LGJun 28, 2021

Hyperbolic Busemann Learning with Ideal Prototypes

arXiv:2106.14472v259 citations
Originality Incremental advance
AI Analysis

This work addresses a limitation in hyperbolic representation learning for classification, offering a method that does not need privileged label information, though it is incremental as it builds on existing prototype-based approaches.

The paper tackles the problem of hyperbolic prototype classification requiring prior label knowledge by positioning prototypes on the ideal boundary of the Poincaré ball, resulting in outperformance over recent hyperspherical and hyperbolic prototype approaches.

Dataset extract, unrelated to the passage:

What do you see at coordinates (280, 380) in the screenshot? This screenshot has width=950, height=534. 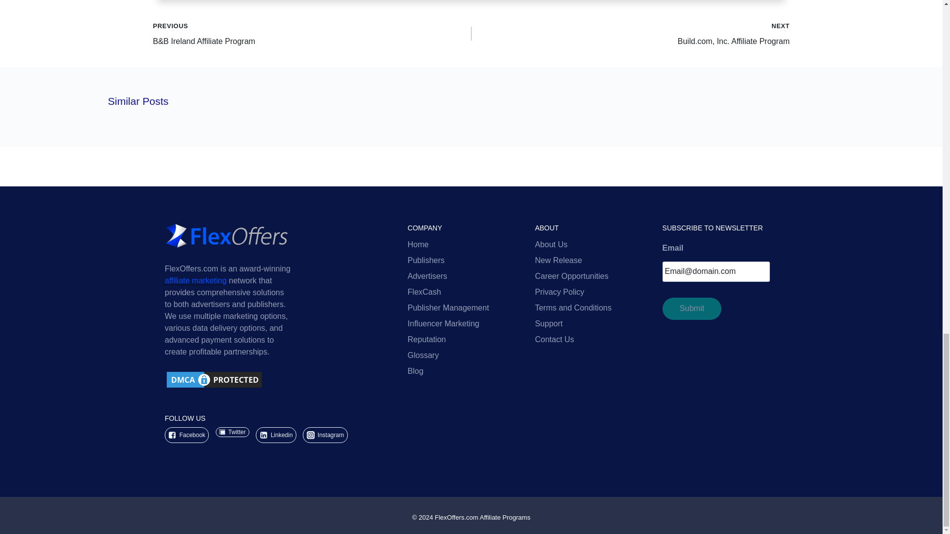 I see `DMCA.com Protection Status` at bounding box center [280, 380].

Hyperbolic space has become a popular choice of manifold for representation learning of various datatypes from tree-like structures and text to graphs. Building on the success of deep learning with prototypes in Euclidean and hyperspherical spaces, a few recent works have proposed hyperbolic prototypes for classification. Such approaches enable effective learning in low-dimensional output spaces and can exploit hierarchical relations amongst classes, but require privileged information about class labels to position the hyperbolic prototypes. In this work, we propose Hyperbolic Busemann Learning. The main idea behind our approach is to position prototypes on the ideal boundary of the Poincaré ball, which does not require prior label knowledge. To be able to compute proximities to ideal prototypes, we introduce the penalised Busemann loss. We provide theory supporting the use of ideal prototypes and the proposed loss by proving its equivalence to logistic regression in the one-dimensional case. Empirically, we show that our approach provides a natural interpretation of classification confidence, while outperforming recent hyperspherical and hyperbolic prototype approaches.